Can You Skip Rehearsals Without Ruining Your Film? (Indie Filmmaking Guide)
- Indie Film Podcast
- Apr 16
- 3 min read
If you’ve ever told yourself, “We’ll just figure it out on set,” you’re not alone. And you’re also probably setting yourself up for a rough shoot day.
Rehearsals are one of the most commonly skipped steps in indie filmmaking, especially on low-budget projects where time is tight and schedules are chaotic. But skipping rehearsals doesn’t just save time, it just shifts that cost somewhere else. Usually onto your performances. Your schedule. Your sanity. And most definitely your reputation as a burgeoning director.
Let’s break down why film rehearsals matter, what actually needs to be rehearsed, and how to make it work, even with limited time and resources.
Why Skipping Rehearsals Hurts Your Film
On paper, skipping rehearsals feels efficient. In reality, it tends to create problems like:
Actors arriving not fully off-book
Performances that feel awkward or disconnected
Blocking that’s figured out on the fly
More takes (and more time) wasted on set
The classic indie filmmaking fallback: “We’ll fix it in post”
Here’s the truth: you can’t edit a performance that never fully landed, and when actors are actively searching for lines or unsure of their movement, it shows on camera. (Sorry, even the best editors will have a difficult time fixing that...)
Indie Film Rehearsals Are More Than Just Running Lines
A lot of filmmakers think rehearsals = memorizing dialogue. And while that's true, that’s only part of it. Effective film rehearsals also include:
Character work – understanding motivations and relationships
Blocking – where actors move and how they interact with the space
Timing & pacing – especially for dialogue-heavy scenes
Choreography – including stunts or complex movement
Camera awareness – helping actors work within framing & your camera team plan
Skipping these elements means you’re solving creative problems while the clock is running on set.

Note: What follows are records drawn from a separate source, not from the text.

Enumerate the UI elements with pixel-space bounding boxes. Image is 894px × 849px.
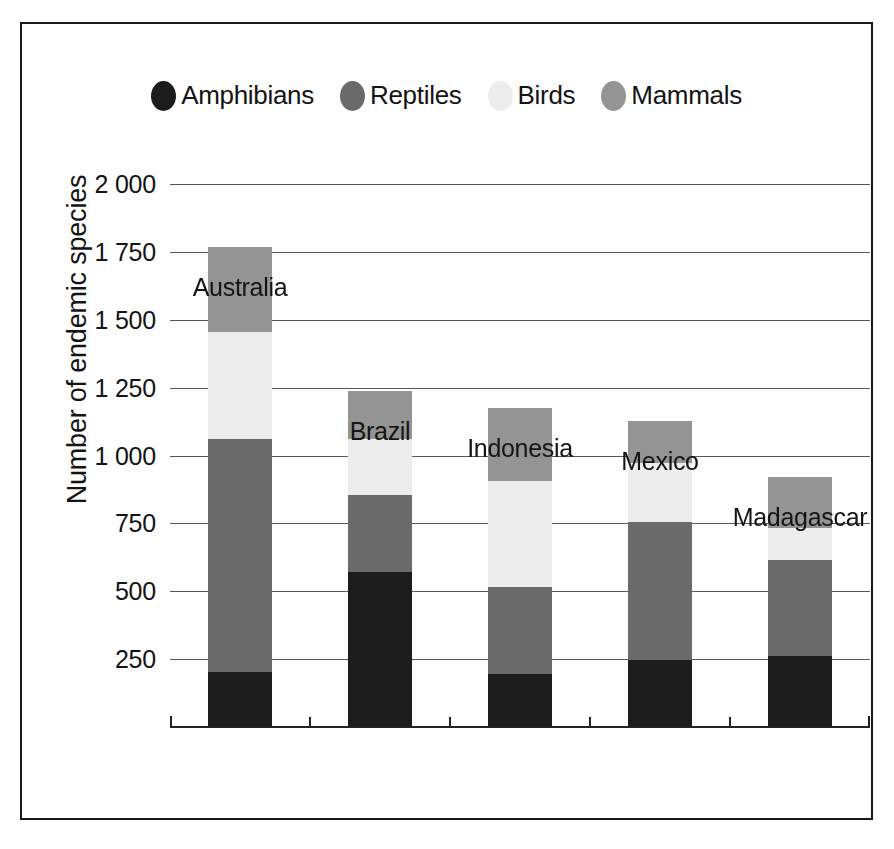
y-tick-label: 1 500: [94, 305, 156, 334]
bar-segment-reptiles[interactable]: [348, 495, 412, 572]
legend-label: Reptiles: [370, 80, 462, 111]
legend-item: Birds: [488, 80, 576, 111]
x-axis-right-cap: [868, 716, 870, 728]
y-tick-label: 0: [142, 713, 156, 742]
bar-segment-birds[interactable]: [488, 481, 552, 587]
x-axis-tick: [309, 717, 311, 728]
x-category-label: Mexico: [621, 447, 698, 476]
x-axis-line: [170, 726, 870, 728]
legend-swatch-icon: [340, 81, 365, 111]
plot-area: 02505007501 0001 2501 5001 7502 000 Aust…: [170, 185, 870, 728]
legend-swatch-icon: [151, 81, 176, 111]
gridline: 2 000: [170, 184, 870, 185]
legend-swatch-icon: [488, 81, 513, 111]
bar-group[interactable]: Australia: [208, 247, 272, 728]
y-tick-label: 1 000: [94, 441, 156, 470]
bar-segment-birds[interactable]: [768, 528, 832, 559]
bar-group[interactable]: Mexico: [628, 421, 692, 728]
y-tick-label: 1 750: [94, 237, 156, 266]
x-category-label: Indonesia: [467, 434, 573, 463]
x-axis-tick: [729, 717, 731, 728]
x-category-label: Australia: [193, 273, 288, 302]
x-category-label: Brazil: [350, 417, 411, 446]
x-axis-tick: [589, 717, 591, 728]
x-axis-left-cap: [170, 716, 172, 728]
y-tick-label: 750: [115, 509, 156, 538]
legend-item: Reptiles: [340, 80, 462, 111]
y-tick-label: 500: [115, 577, 156, 606]
x-category-label: Madagascar: [733, 503, 868, 532]
legend-item: Amphibians: [151, 80, 314, 111]
bar-group[interactable]: Brazil: [348, 391, 412, 728]
y-tick-label: 1 250: [94, 373, 156, 402]
bar-segment-reptiles[interactable]: [488, 587, 552, 674]
bar-stack: [208, 247, 272, 728]
bar-segment-birds[interactable]: [348, 439, 412, 495]
bar-group[interactable]: Madagascar: [768, 477, 832, 728]
bar-segment-reptiles[interactable]: [628, 522, 692, 660]
gridline: 1 250: [170, 388, 870, 389]
y-tick-label: 250: [115, 645, 156, 674]
legend-label: Birds: [518, 80, 576, 111]
legend-label: Amphibians: [181, 80, 314, 111]
bar-segment-amphibians[interactable]: [768, 656, 832, 728]
bar-segment-reptiles[interactable]: [208, 439, 272, 672]
gridline: 1 500: [170, 320, 870, 321]
bar-segment-reptiles[interactable]: [768, 560, 832, 656]
bar-group[interactable]: Indonesia: [488, 408, 552, 728]
legend-swatch-icon: [601, 81, 626, 111]
gridline: 1 750: [170, 252, 870, 253]
y-tick-label: 2 000: [94, 170, 156, 199]
legend-label: Mammals: [631, 80, 742, 111]
chart-frame: AmphibiansReptilesBirdsMammals Number of…: [20, 22, 873, 820]
x-axis-tick: [449, 717, 451, 728]
chart-legend: AmphibiansReptilesBirdsMammals: [22, 80, 871, 111]
legend-item: Mammals: [601, 80, 742, 111]
bar-segment-amphibians[interactable]: [348, 572, 412, 728]
bar-segment-amphibians[interactable]: [488, 674, 552, 728]
bar-segment-birds[interactable]: [208, 332, 272, 439]
y-axis-title: Number of endemic species: [62, 80, 93, 600]
bar-segment-amphibians[interactable]: [208, 672, 272, 728]
bar-segment-amphibians[interactable]: [628, 660, 692, 728]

“But We Don’t Have Time (or Budget)”
Totally fair. Indie filmmaking rarely gives you ideal conditions. But here’s the tradeoff:
Skip rehearsals → longer shoot days + inconsistent performances
Do rehearsals → smoother production + stronger scenes
You’re not really saving time, you’re just choosing when to spend it.
When Rehearsals Are Non-Negotiable
Some situations make rehearsals absolutely essential:
Stunts or fight choreography (for safety alone)

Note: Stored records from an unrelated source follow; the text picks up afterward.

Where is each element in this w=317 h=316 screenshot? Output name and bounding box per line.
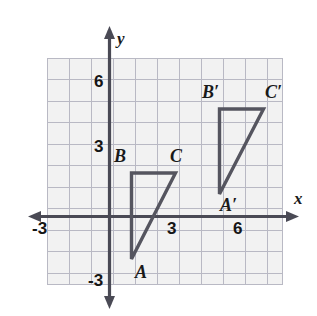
x-tick-label-neg3: -3 [32,220,47,237]
x-tick-label-3: 3 [167,220,176,237]
y-tick-label-neg3: -3 [88,272,103,289]
x-axis-arrow-right [286,211,299,222]
y-axis-arrow-down [104,296,115,309]
y-tick-label-3: 3 [94,138,103,155]
coordinate-plane-svg [0,0,317,316]
vertex-label-a: A [135,263,147,281]
y-axis-arrow-up [104,26,115,39]
vertex-label-c: C [170,147,182,165]
vertex-label-c-prime: C′ [265,83,282,101]
vertex-label-a-prime: A′ [220,196,237,214]
x-tick-label-6: 6 [233,220,242,237]
y-tick-label-6: 6 [94,73,103,90]
y-axis-label: y [117,30,125,47]
vertex-label-b: B [114,147,126,165]
vertex-label-b-prime: B′ [202,83,219,101]
coordinate-plane-figure: y x -3 3 6 6 3 -3 B C A B′ C′ A′ [0,0,317,316]
x-axis-label: x [294,190,303,207]
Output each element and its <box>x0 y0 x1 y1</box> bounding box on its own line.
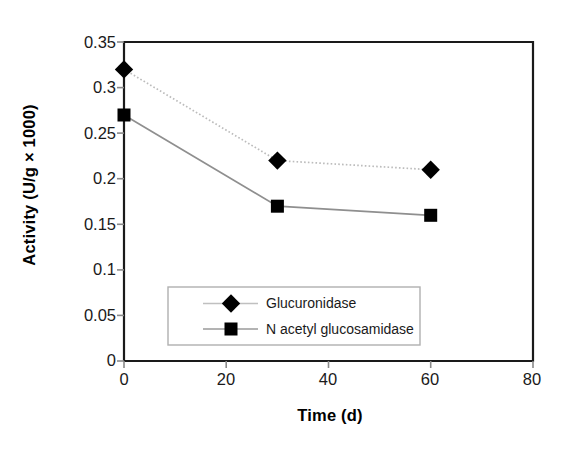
data-point-marker <box>115 60 133 78</box>
plot-area <box>0 0 575 453</box>
series-glucuronidase <box>115 60 440 179</box>
chart-figure: Activity (U/g × 1000) Time (d) 0.35 0.3 … <box>0 0 575 453</box>
data-point-marker <box>422 161 440 179</box>
data-point-marker <box>424 209 437 222</box>
data-point-marker <box>268 151 286 169</box>
legend-label-n-acetyl-glucosamidase: N acetyl glucosamidase <box>266 321 414 337</box>
data-point-marker <box>118 109 131 122</box>
data-point-marker <box>271 200 284 213</box>
square-marker-icon <box>225 323 238 336</box>
legend-label-glucuronidase: Glucuronidase <box>266 295 356 311</box>
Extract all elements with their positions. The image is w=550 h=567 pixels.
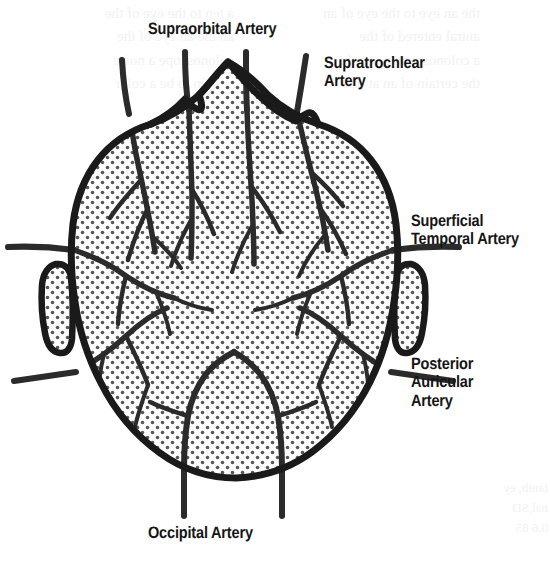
label-supraorbital-artery: Supraorbital Artery: [148, 20, 276, 38]
label-posterior-auricular-artery: Posterior Auricular Artery: [411, 355, 473, 410]
label-occipital-artery: Occipital Artery: [148, 524, 253, 542]
label-superficial-temporal-artery: Superficial Temporal Artery: [411, 212, 519, 249]
head-diagram: [0, 0, 550, 567]
ear-left: [42, 264, 73, 353]
label-supratrochlear-artery: Supratrochlear Artery: [324, 54, 425, 91]
scalp-artery-figure: a ten to the eye of the an the an eye of…: [0, 0, 550, 567]
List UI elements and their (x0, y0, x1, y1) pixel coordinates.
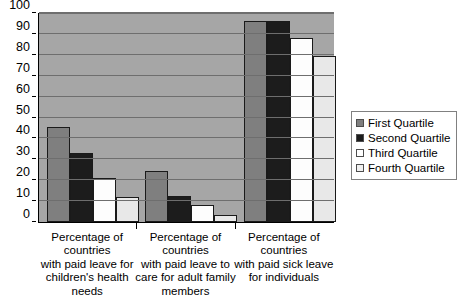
gridline (39, 75, 334, 76)
legend-label: Fourth Quartile (368, 162, 445, 174)
bar (313, 56, 336, 222)
bar (191, 205, 214, 222)
y-axis-tick-mark (32, 75, 36, 76)
legend-item-second-quartile: Second Quartile (356, 130, 452, 145)
gridline (39, 12, 334, 13)
y-axis-tick-label: 70 (0, 62, 30, 74)
y-axis-tick-mark (32, 221, 36, 222)
x-axis-tick-mark (235, 223, 236, 229)
bar (47, 127, 70, 222)
bar (290, 38, 313, 222)
y-axis-tick-mark (32, 137, 36, 138)
gridline (39, 117, 334, 118)
y-axis-tick-mark (32, 200, 36, 201)
x-axis-tick-mark (136, 223, 137, 229)
legend-label: Second Quartile (368, 132, 450, 144)
y-axis-tick-label: 40 (0, 124, 30, 136)
y-axis-tick-mark (32, 96, 36, 97)
y-axis: 0102030405060708090100 (0, 0, 30, 230)
legend-swatch-icon (356, 134, 364, 142)
bar-chart: 0102030405060708090100 Percentage ofcoun… (0, 0, 461, 305)
gridline (39, 54, 334, 55)
gridline (39, 158, 334, 159)
y-axis-tick-mark (32, 158, 36, 159)
legend: First Quartile Second Quartile Third Qua… (351, 111, 457, 180)
y-axis-tick-label: 20 (0, 166, 30, 178)
y-axis-tick-label: 30 (0, 145, 30, 157)
bar (244, 21, 267, 222)
y-axis-tick-label: 50 (0, 104, 30, 116)
y-axis-tick-label: 0 (0, 208, 30, 220)
x-axis-category-label: Percentage ofcountrieswith paid leave to… (130, 231, 240, 298)
gridline (39, 137, 334, 138)
bar (267, 21, 290, 222)
legend-label: Third Quartile (368, 147, 438, 159)
gridline (39, 96, 334, 97)
legend-swatch-icon (356, 119, 364, 127)
plot-area (38, 13, 334, 223)
legend-label: First Quartile (368, 117, 434, 129)
y-axis-tick-mark (32, 12, 36, 13)
y-axis-tick-mark (32, 54, 36, 55)
y-axis-tick-mark (32, 33, 36, 34)
bar (70, 153, 93, 222)
y-axis-tick-label: 60 (0, 83, 30, 95)
x-axis-category-label: Percentage ofcountrieswith paid sick lea… (229, 231, 339, 285)
legend-item-fourth-quartile: Fourth Quartile (356, 160, 452, 175)
x-axis-category-label: Percentage ofcountrieswith paid leave fo… (32, 231, 142, 298)
y-axis-tick-mark (32, 117, 36, 118)
bar (214, 215, 237, 222)
y-axis-tick-label: 10 (0, 187, 30, 199)
legend-item-first-quartile: First Quartile (356, 115, 452, 130)
bars-layer (39, 13, 334, 222)
y-axis-tick-mark (32, 179, 36, 180)
y-axis-tick-label: 100 (0, 0, 30, 11)
x-axis-category-labels: Percentage ofcountrieswith paid leave fo… (38, 231, 333, 303)
y-axis-tick-label: 80 (0, 41, 30, 53)
legend-swatch-icon (356, 149, 364, 157)
y-axis-tick-label: 90 (0, 20, 30, 32)
gridline (39, 33, 334, 34)
legend-swatch-icon (356, 164, 364, 172)
legend-item-third-quartile: Third Quartile (356, 145, 452, 160)
gridline (39, 179, 334, 180)
gridline (39, 200, 334, 201)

Scenes with multiple actors and complex blocking
Emotionally heavy performances
Unfamiliar locations or tight spaces
If there’s risk, complexity, or nuance involved, rehearsals quickly go from “nice to have” to “critical.”

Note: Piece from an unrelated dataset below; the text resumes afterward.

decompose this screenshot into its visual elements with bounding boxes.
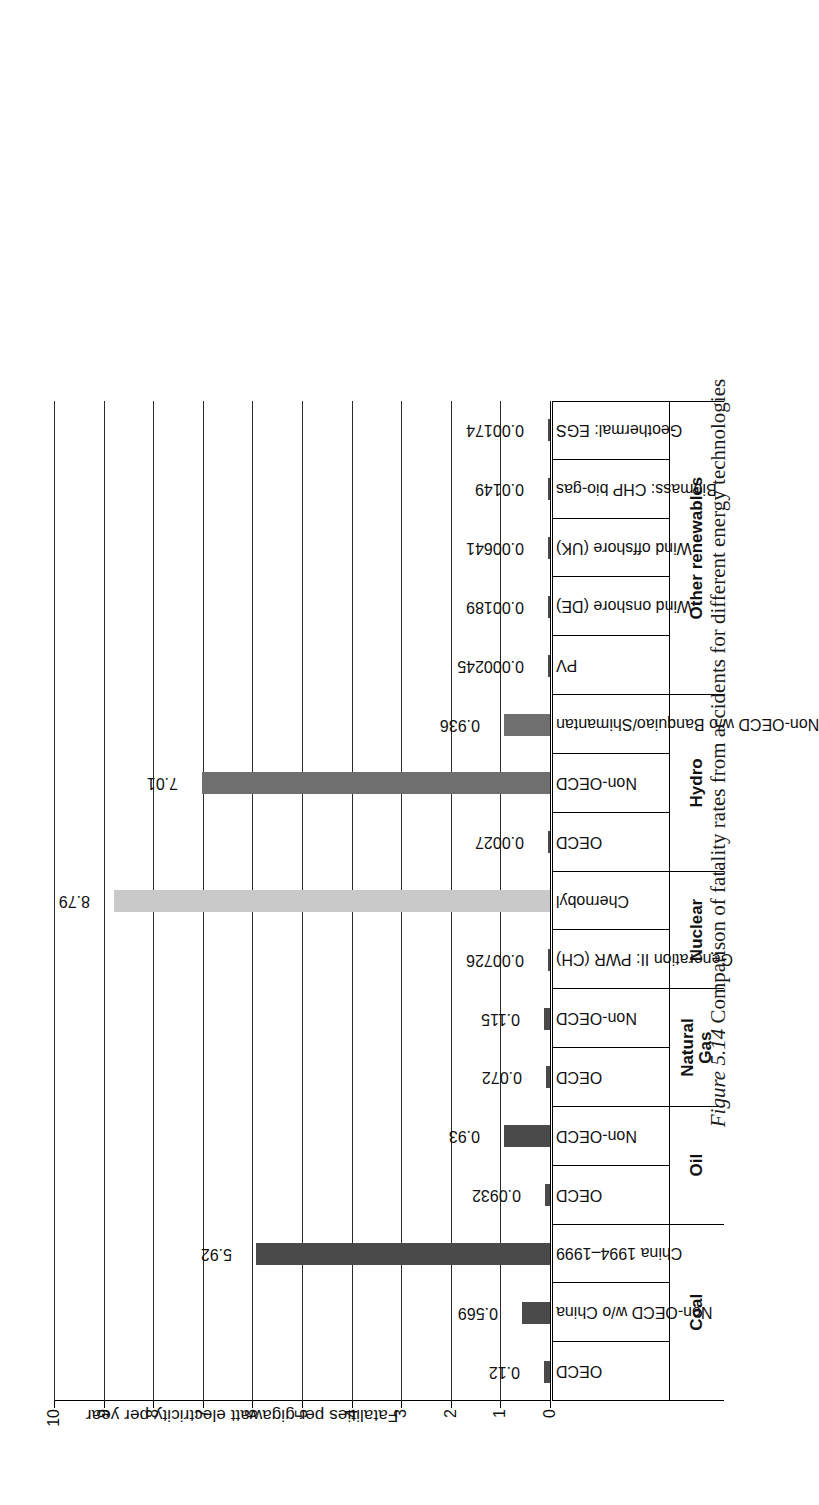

How to Rehearse on a Low Budget
You don’t need a full production setup to rehearse effectively. Here are a few practical options:
Virtual Rehearsals
Use GoogleMeet, Zoom, FaceTime, or similar tools to:
run lines
explore character dynamics
test pacing
Not perfect, but far better than nothing.
Simplified Blocking
No location access? No problem.
Use tape on the floor
Rehearse in a living room or garage
Approximate movement and spacing
It’s not about perfection, it’s about familiarity.
Rehearse Key Moments Only
If time is limited:
focus on difficult scenes
rehearse complex interactions
skip what’s simple (but even a few line-throughs with your cast can go a long way!)
Be strategic, not all-or-nothing.
4. Build It Into the Shoot Day
If you truly can’t rehearse beforehand:
schedule rehearsal time into your shoot
don’t pretend it won’t be needed
Planning for it is the difference, and can keep actors from spending 16+ hours on set (or lunch from getting cold!)
The Indie Filmmaking Reality
Rehearsals are a luxury, but they’re often the thing that saves your film. Even experienced filmmakers run into this. Even paid actors sometimes show up underprepared. Even simple scenes can fall apart without coordination.
The goal isn’t perfection, it’s giving your cast and crew the best chance to succeed before the pressure of production kicks in.